Ryan and Trevor say being twins is an advantage when it comes to making elaborate perspective drawings, building their easel, and entertaining crowds during drawings. “Being twins makes our artwork doable. We can accomplish more complex and challenging projects because we have four hands and two brains. We’ve worked together since we were kids, and we can take on projects with a higher level of complexity,” Trevor says. “Even having a conversation with somebody, the two of us are paying attention to what they are saying and we can have a more fully-minded conversation. There’s not as much nervousness like you would have in a one-on-one conversation. We can co-attack whatever situation we are in,” Ryan says.

Born in Boulder, Colorado, in 1982, Ryan and Trevor were also raised in Blacksburg, Virginia, and in Morgantown, where they spent their senior year at Morgantown High School. As children, they gravitated towards creating art with whatever raw materials were available. “When we would come home from preschool, one of us would say to the other, ‘Let’s have a snack and then let’s go make stuff.’ We’d spend most of the day constructing things out of Popsicle sticks, construction paper, pipe cleaners, or Elmer’s glue,” Trevor says.

The twins continued to explore art when they moved to Blacksburg, taking watercolor classes in high school. During their senior year of high school in Morgantown, they enjoyed three hours of art class before lunch every other day through block scheduling. They remember when another student took a photo of the colors reflected in a second-story window at The Metropolitan Theatre on High Street, and Ryan adapted it into a self-inspired painting. For a project in English class, the brothers painted a dragon and castle mural on the windows at Morgantown High.

Also during their senior year, a mentorship program with the late WVU art professor Urban Couch, influenced the twins to pursue art as a career. Urban was a professor emeritus of the WVU College of Creative Arts, a U.S. Navy Veteran, artist, and curator. The professor’s stories about creating graphic arts diagrams of how to tie knots for the Navy inspired the twins, as well as Urban’s simple idea of painting the edge of staircases and hazardous areas on ships yellow, so they would be more visually noticeable, Ryan says.

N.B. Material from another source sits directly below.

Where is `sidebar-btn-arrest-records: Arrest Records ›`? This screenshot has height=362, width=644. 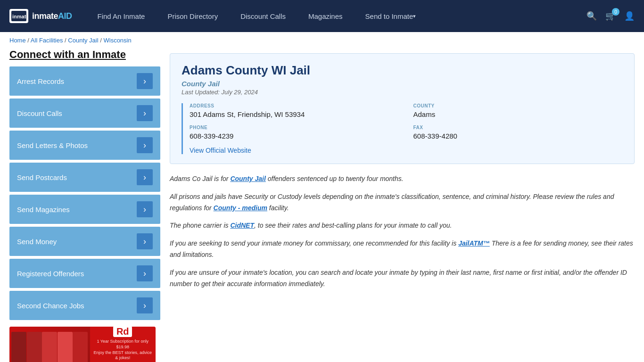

Ryan and Trevor were accepted into Cooper Union School of Art in New York City early in their senior year at Morgantown High School. Linear perspective and other art classes piqued their interest and they began to discuss what the shape of the field of human vision might be. Little observations like examining how you can see the profile of your own nose in your stream of vision—how if you close one eye at a time you can see your nose “jump” from side to side—got the twins interested in analyzing vision in artwork.

“We weren’t reading science texts or dissecting eyeballs; we were just looking and focusing,” Ryan says. “In a nutshell, we realized that your perceptual reality, or the experience of looking, was just as real as any physical reality. Real is such a weird word; it’s hard to say what real is. We recognized that the reality of any piece of visual art is that it has a physical and a perceptual component. It’s physically there, yet for a viewer to see it they rely on the perception of their eyes to intake its content into their brain. We decided that perceptual reality was interconnected to physical reality, and then our art started to stem from operating within the perceptual realm.”